A Quote by Anupam Kher

I was failed in all other aspects of filmmaking and was completely bankrupt because my dreams were higher than realities. So I started my acting school in a small room with 12 students to prepare future actors and actresses.
When the movies first started, audiences were dumbstruck to see actresses walking around in evening gowns. They'd never seen anything like that. They wanted to be like those actors and actresses, so the movies informed their behavior. A lot of people started drinking martinis and smoking cigarettes because they felt it was cool.
We don't live for realities, but for the fantasies, the dreams of what might be. If we lived for reality, we'd be dead, every last one of us. Only dreams keep us going...When you are acting, don't settle for anything less than the biggest dream for your character's future.
I think you can assume because our pool of Asian-Americans actresses or actors - men and women - is pretty small, that whatever project is out there I probably have been asked to audition or I probably chose to not go in it for various aspects.
My first company failed completely. And it failed at about ten months old. I had about 12 months of savings, so when it failed I was thinking: 'Do I go back to work?' And at that point I believed so deeply in what I was doing that I couldn't imagine anything else other than trying to make this business work.
I was born in the theatre. My father was a small time impresario on the West Coast and I was acting from the age of 7, but I started to write when I was 12 and by the time I was 14 I was making more money than I was acting.
Growing up and applying to college, I just imagined that I would study acting. But then, once I went to college, I realized I was more interested in all the aspects of filmmaking as opposed to all the aspects of theater, which is what you would have to do if you studied acting at a liberal arts school. And so I thought, "Oh, I'll meet directors and filmmakers, and I'm an actress, so I'll become friends with them and hopefully be in their movies." And then It worked!
I started doing yoga in my 20s. I did teacher training, that was what I was going to do if acting didn't work out. I started teaching other actors right at the beginning of the yoga craze - people still thought it was a little weird, but a lot of actors I knew were getting into it and didn't want to look foolish in class. So I started teaching them!
There wasn't really anything I wanted to do other than acting, which is ridiculous because there were no actors in my family, and we didn't know anything about acting.
After working with so many great actors and acting students in film school, it was a whole other thing working with Luke [Kirby].
I'd love to perform with other actors and act with actors, true actors. I would like to be in a movie and have full room for acting.
Sometime in the future, science will be able to create realities that we can't even begin to imagine. As we evolve, we'll be able to construct other information systems that correspond to other realities, universes based on logic completely different from ours and not based on space and time.
Auditioning and actually acting on a set are two different things. When you audition, you're in a room and you don't have anything to play with and you don't have anything physically in the room. Whereas on set, you have direction, you have costumes, and you have other actors to work with. It's a completely different thing.
I started out as a writer and a director. I started acting because I wanted to know how to relate to the actors. When people ask me what I do, I don't really say that I'm an actor, because actors often wait for someone to give them roles.
When the students were asked to identify their race on a pretest questionnaire, that simple act was sufficient to prime them with all the negative stereotypes associated with African Americans and academic achievement. If a white student from a prestigious private high school gets a higher SAT score than a black student from an inner-city school, is it because she’s truly a better student, or is it because to be white and to attend a prestigious high school is to be constantly primed with the idea of “smart”?
Two young actresses I admire are Emma Stone and Emma Watson, because they are intelligent, talented actresses and have a great sense of humor. They have learned to balance what they love in life - acting, school and everything else.
The public want actresses, because they think all actresses bad. They don't want music or poetry because they know that both are good. So actors and actresses thrive and poets and composers starve.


§ **REQUIRED WORK**:
Retype the entries below exactly, and keep every picture out of your version.

[Web page and app entries]
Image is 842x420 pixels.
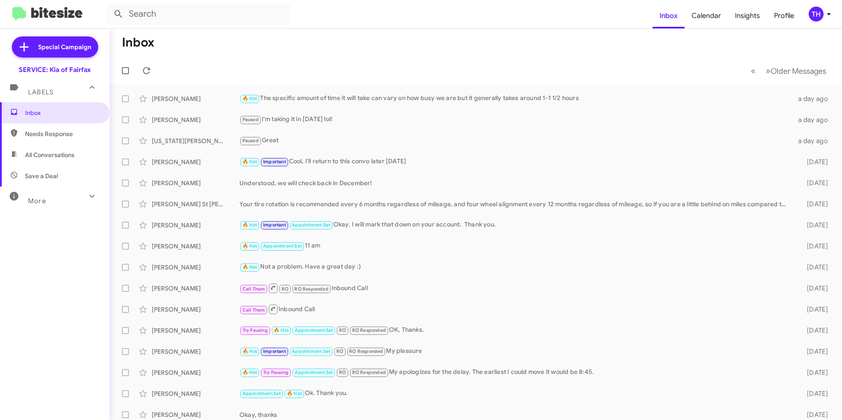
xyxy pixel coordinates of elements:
span: Labels [28,88,54,96]
div: [PERSON_NAME] [152,179,239,187]
span: 🔥 Hot [287,390,302,396]
div: TH [809,7,824,21]
input: Search [106,4,290,25]
a: Inbox [653,3,685,29]
div: [PERSON_NAME] [152,347,239,356]
div: a day ago [793,115,835,124]
div: [DATE] [793,326,835,335]
div: [DATE] [793,200,835,208]
div: Inbound Call [239,282,793,293]
div: [DATE] [793,263,835,272]
span: » [766,65,771,76]
div: [PERSON_NAME] [152,305,239,314]
span: Older Messages [771,66,826,76]
div: OK, Thanks. [239,325,793,335]
span: Try Pausing [243,327,268,333]
span: Important [263,222,286,228]
a: Calendar [685,3,728,29]
span: RO [339,369,346,375]
div: [PERSON_NAME] [152,94,239,103]
div: Cool, I'll return to this convo later [DATE] [239,157,793,167]
span: 🔥 Hot [243,369,257,375]
div: [PERSON_NAME] [152,326,239,335]
span: Important [263,159,286,164]
div: [PERSON_NAME] [152,242,239,250]
span: Paused [243,117,259,122]
span: Appointment Set [292,348,330,354]
div: [PERSON_NAME] [152,221,239,229]
div: I'm taking it in [DATE] lol! [239,114,793,125]
div: [US_STATE][PERSON_NAME] [152,136,239,145]
span: Important [263,348,286,354]
div: [PERSON_NAME] [152,263,239,272]
div: SERVICE: Kia of Fairfax [19,65,91,74]
span: All Conversations [25,150,75,159]
span: RO Responded [352,369,386,375]
a: Profile [767,3,801,29]
div: Inbound Call [239,304,793,314]
div: Okay, thanks [239,410,793,419]
a: Special Campaign [12,36,98,57]
div: a day ago [793,136,835,145]
button: Previous [746,62,761,80]
span: Appointment Set [292,222,330,228]
span: Call Them [243,307,265,313]
span: 🔥 Hot [243,222,257,228]
div: [DATE] [793,410,835,419]
span: Special Campaign [38,43,91,51]
span: RO [282,286,289,292]
div: [PERSON_NAME] St [PERSON_NAME] [152,200,239,208]
button: TH [801,7,832,21]
span: RO [339,327,346,333]
span: RO [336,348,343,354]
span: Appointment Set [295,327,333,333]
div: Not a problem. Have a great day :) [239,262,793,272]
div: [DATE] [793,157,835,166]
nav: Page navigation example [746,62,832,80]
span: 🔥 Hot [243,159,257,164]
span: Call Them [243,286,265,292]
div: [DATE] [793,347,835,356]
span: 🔥 Hot [243,243,257,249]
span: Appointment Set [295,369,333,375]
div: Okay. I will mark that down on your account. Thank you. [239,220,793,230]
span: 🔥 Hot [274,327,289,333]
span: More [28,197,46,205]
span: Try Pausing [263,369,289,375]
div: My pleasure [239,346,793,356]
span: Appointment Set [243,390,281,396]
span: 🔥 Hot [243,96,257,101]
div: My apologizes for the delay. The earliest I could move it would be 8:45. [239,367,793,377]
span: Save a Deal [25,171,58,180]
div: Ok. Thank you. [239,388,793,398]
div: Understood, we will check back in December! [239,179,793,187]
div: [DATE] [793,221,835,229]
span: Paused [243,138,259,143]
div: [PERSON_NAME] [152,284,239,293]
span: Needs Response [25,129,100,138]
div: 11 am [239,241,793,251]
div: a day ago [793,94,835,103]
span: Appointment Set [263,243,302,249]
div: [DATE] [793,284,835,293]
span: « [751,65,756,76]
div: [DATE] [793,179,835,187]
span: RO Responded [294,286,328,292]
span: RO Responded [349,348,383,354]
a: Insights [728,3,767,29]
h1: Inbox [122,36,154,50]
div: The specific amount of time it will take can vary on how busy we are but it generally takes aroun... [239,93,793,104]
div: Great [239,136,793,146]
div: [DATE] [793,305,835,314]
div: [DATE] [793,242,835,250]
div: [PERSON_NAME] [152,115,239,124]
button: Next [761,62,832,80]
div: [PERSON_NAME] [152,368,239,377]
div: [PERSON_NAME] [152,410,239,419]
span: 🔥 Hot [243,264,257,270]
span: RO Responded [352,327,386,333]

§ **ANSWER BELOW**:
Image is 842x420 pixels.
xyxy pixel coordinates of elements:
span: Labels [28,88,54,96]
div: [PERSON_NAME] [152,179,239,187]
span: 🔥 Hot [287,390,302,396]
div: TH [809,7,824,21]
input: Search [106,4,290,25]
a: Inbox [653,3,685,29]
div: [PERSON_NAME] [152,347,239,356]
div: a day ago [793,115,835,124]
div: [DATE] [793,326,835,335]
div: [DATE] [793,200,835,208]
div: Inbound Call [239,282,793,293]
div: [DATE] [793,263,835,272]
span: » [766,65,771,76]
div: [PERSON_NAME] [152,305,239,314]
span: Older Messages [771,66,826,76]
div: OK, Thanks. [239,325,793,335]
span: Try Pausing [243,327,268,333]
span: Important [263,222,286,228]
a: Calendar [685,3,728,29]
span: RO [339,369,346,375]
div: [PERSON_NAME] [152,94,239,103]
div: Cool, I'll return to this convo later [DATE] [239,157,793,167]
span: 🔥 Hot [243,369,257,375]
div: [PERSON_NAME] [152,326,239,335]
span: Important [263,159,286,164]
div: [PERSON_NAME] [152,242,239,250]
span: Paused [243,117,259,122]
span: Appointment Set [292,348,330,354]
div: [PERSON_NAME] [152,221,239,229]
div: I'm taking it in [DATE] lol! [239,114,793,125]
div: [US_STATE][PERSON_NAME] [152,136,239,145]
span: Important [263,348,286,354]
div: [PERSON_NAME] [152,263,239,272]
div: SERVICE: Kia of Fairfax [19,65,91,74]
span: All Conversations [25,150,75,159]
span: RO Responded [352,369,386,375]
a: Profile [767,3,801,29]
div: Inbound Call [239,304,793,314]
div: Okay, thanks [239,410,793,419]
a: Special Campaign [12,36,98,57]
div: a day ago [793,136,835,145]
button: Previous [746,62,761,80]
span: Appointment Set [292,222,330,228]
span: Call Them [243,307,265,313]
span: 🔥 Hot [243,222,257,228]
div: [DATE] [793,410,835,419]
span: Special Campaign [38,43,91,51]
span: RO [282,286,289,292]
div: [PERSON_NAME] St [PERSON_NAME] [152,200,239,208]
button: TH [801,7,832,21]
span: RO [339,327,346,333]
span: RO [336,348,343,354]
span: Appointment Set [295,327,333,333]
div: Not a problem. Have a great day :) [239,262,793,272]
div: [DATE] [793,157,835,166]
nav: Page navigation example [746,62,832,80]
span: 🔥 Hot [243,159,257,164]
span: Call Them [243,286,265,292]
div: [DATE] [793,347,835,356]
span: 🔥 Hot [243,243,257,249]
span: Appointment Set [295,369,333,375]
div: Okay. I will mark that down on your account. Thank you. [239,220,793,230]
span: 🔥 Hot [274,327,289,333]
span: More [28,197,46,205]
span: Try Pausing [263,369,289,375]
div: My pleasure [239,346,793,356]
span: Appointment Set [243,390,281,396]
span: 🔥 Hot [243,96,257,101]
div: My apologizes for the delay. The earliest I could move it would be 8:45. [239,367,793,377]
span: Save a Deal [25,171,58,180]
div: Ok. Thank you. [239,388,793,398]
div: Understood, we will check back in December! [239,179,793,187]
div: [DATE] [793,221,835,229]
span: Paused [243,138,259,143]
div: [PERSON_NAME] [152,284,239,293]
span: Needs Response [25,129,100,138]
div: 11 am [239,241,793,251]
div: a day ago [793,94,835,103]
span: Appointment Set [263,243,302,249]
div: [DATE] [793,284,835,293]
span: « [751,65,756,76]
div: [DATE] [793,179,835,187]
span: RO Responded [294,286,328,292]
span: RO Responded [349,348,383,354]
a: Insights [728,3,767,29]
h1: Inbox [122,36,154,50]
div: The specific amount of time it will take can vary on how busy we are but it generally takes aroun... [239,93,793,104]
div: Great [239,136,793,146]
div: [DATE] [793,305,835,314]
div: [DATE] [793,242,835,250]
div: [PERSON_NAME] [152,115,239,124]
button: Next [761,62,832,80]
div: [PERSON_NAME] [152,368,239,377]
div: [PERSON_NAME] [152,410,239,419]
span: 🔥 Hot [243,264,257,270]
span: RO Responded [352,327,386,333]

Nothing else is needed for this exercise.